We find him next, or rather get back to him, standingforlorn in the cold autumn rain at a suburban street corner inBlackburg; and it seems right to explain now that the raindropsfalling upon him there were really not dark and gummy; theyonly failed to make his face and hands less so. Jo was indeedfearfully and wonderfully besmirched, as by the hand of anartist. And the forlorn little tramp had no shoes; his feet werebare, red, and swollen, and when he walked he limped withboth legs. As to clothing—ah, you would hardly have had theskill to name any single garment that he wore, or say by whatmagic he kept it upon him. That he was cold all over and allthrough did not admit of a doubt; he knew it himself. Anyonewould have been cold there that evening; but, for that reason,no one else was there. How Jo came to be there himself, hecould not for the flickering little life of him have told, even ifgifted with a vocabulary exceeding a hundred words. From theway he stared about him one could have seen that he had notthe faintest notion of where (nor why) he was.
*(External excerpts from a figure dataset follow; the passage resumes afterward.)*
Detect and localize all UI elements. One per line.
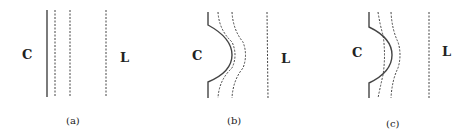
dashed-line [267, 12, 268, 98]
right-label: L [442, 44, 451, 59]
caption: (a) [66, 115, 80, 126]
left-label: C [22, 47, 32, 62]
dashed-curve-inner [378, 12, 385, 98]
right-label: L [281, 51, 290, 66]
diagram-figure: C L (a) C L (b) C L (c) [0, 0, 475, 134]
right-label: L [120, 50, 129, 65]
panel-c: C L (c) [352, 12, 451, 129]
left-label: C [352, 45, 362, 60]
dashed-curve-outer [232, 12, 246, 98]
left-label: C [192, 48, 202, 63]
panel-b: C L (b) [192, 12, 290, 126]
caption: (c) [386, 118, 400, 129]
caption: (b) [227, 115, 241, 126]
panel-a: C L (a) [22, 10, 129, 126]
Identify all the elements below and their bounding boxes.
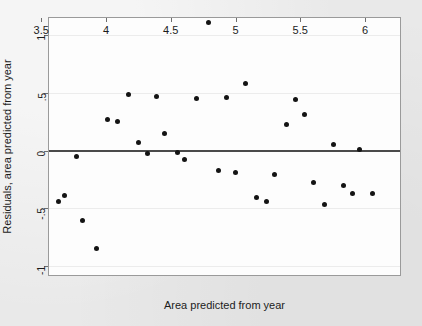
y-tick-label: 0 <box>37 151 48 157</box>
data-point <box>331 142 336 147</box>
data-point <box>341 183 346 188</box>
gridline-y <box>49 266 400 267</box>
data-point <box>243 81 248 86</box>
x-tick-label: 5 <box>232 24 238 36</box>
x-tick-label: 3.5 <box>34 24 49 36</box>
gridline-y <box>49 208 400 209</box>
data-point <box>264 199 269 204</box>
data-point <box>94 246 99 251</box>
y-tick-label: -.5 <box>37 208 48 220</box>
data-point <box>272 172 277 177</box>
data-point <box>311 180 316 185</box>
data-point <box>194 96 199 101</box>
data-point <box>105 117 110 122</box>
x-tick-label: 4 <box>103 24 109 36</box>
data-point <box>293 97 298 102</box>
data-point <box>370 191 375 196</box>
data-point <box>322 202 327 207</box>
x-tick-label: 6 <box>362 24 368 36</box>
x-tick-mark <box>365 18 366 22</box>
plot-frame: 1.50-.5-13.544.555.56 <box>48 17 401 276</box>
data-point <box>302 112 307 117</box>
y-tick-label: .5 <box>37 93 48 101</box>
figure-container: 1.50-.5-13.544.555.56 Area predicted fro… <box>0 0 422 326</box>
data-point <box>74 154 79 159</box>
y-axis-title: Residuals, area predicted from year <box>0 17 14 276</box>
data-point <box>80 218 85 223</box>
data-point <box>136 140 141 145</box>
data-point <box>154 94 159 99</box>
data-point <box>224 95 229 100</box>
data-point <box>216 168 221 173</box>
x-tick-mark <box>300 18 301 22</box>
data-point <box>162 131 167 136</box>
gridline-y <box>49 35 400 36</box>
data-point <box>284 122 289 127</box>
y-tick-label: 1 <box>37 35 48 41</box>
data-point <box>62 193 67 198</box>
plot-area: 1.50-.5-13.544.555.56 <box>49 18 400 275</box>
data-point <box>175 150 180 155</box>
x-tick-mark <box>236 18 237 22</box>
y-tick-label: -1 <box>37 266 48 275</box>
x-tick-mark <box>106 18 107 22</box>
data-point <box>350 191 355 196</box>
x-tick-label: 5.5 <box>293 24 308 36</box>
data-point <box>115 119 120 124</box>
x-tick-mark <box>41 18 42 22</box>
data-point <box>182 157 187 162</box>
data-point <box>56 199 61 204</box>
x-axis-title: Area predicted from year <box>48 299 401 311</box>
data-point <box>254 195 259 200</box>
data-point <box>126 92 131 97</box>
gridline-y <box>49 93 400 94</box>
data-point <box>145 151 150 156</box>
data-point <box>233 170 238 175</box>
zero-reference-line <box>49 150 400 152</box>
x-tick-mark <box>171 18 172 22</box>
x-tick-label: 4.5 <box>163 24 178 36</box>
data-point <box>206 20 211 25</box>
Yet he was not altogether a fool in his day and generation;being cold and hungry, and still able to walk a little bybending his knees very much indeed and putting his feetdown toes first, he decided to enter one of the houses whichflanked the street at long intervals and looked so bright andwarm. But when he attempted to act upon that very sensibledecision a burly dog came browsing out and disputed his right.

Inexpressibly frightened, and believing, no doubt (with somereason, too), that brutes without meant brutality within, hehobbled away from all the houses, and with grey, wet fields toright of him and grey, wet fields to left of him—with the rainhalf blinding him and the night coming in mist and darkness,held his way along the road that leads to Greenton. That is tosay, the road leads those to Greenton who succeed in passingthe Oak Hill Cemetery. A considerable number every year donot.

Jo did not.

They found him there the next morning, very wet, very cold,but no longer hungry. He had apparently entered the cemeterygate—hoping, perhaps, that it led to a house where there wasno dog—and gone blundering about in the darkness, fallingover many a grave, no doubt, until he had tired of it all andgiven up. The little body lay upon one side, with one soiledcheek upon one soiled hand, the other hand tucked awayamong the rags to make it warm, the other cheek washed cleanand white at last, as for a kiss from one of God’s great angels.

It was observed—though nothing was thought of it at the time,the body being as yet unidentified—that the little fellow waslying upon the grave of Hetty Parlow. The grave, however,had not opened to receive him. That is a circumstance which,without actual irreverence, one may wish had been orderedotherwise.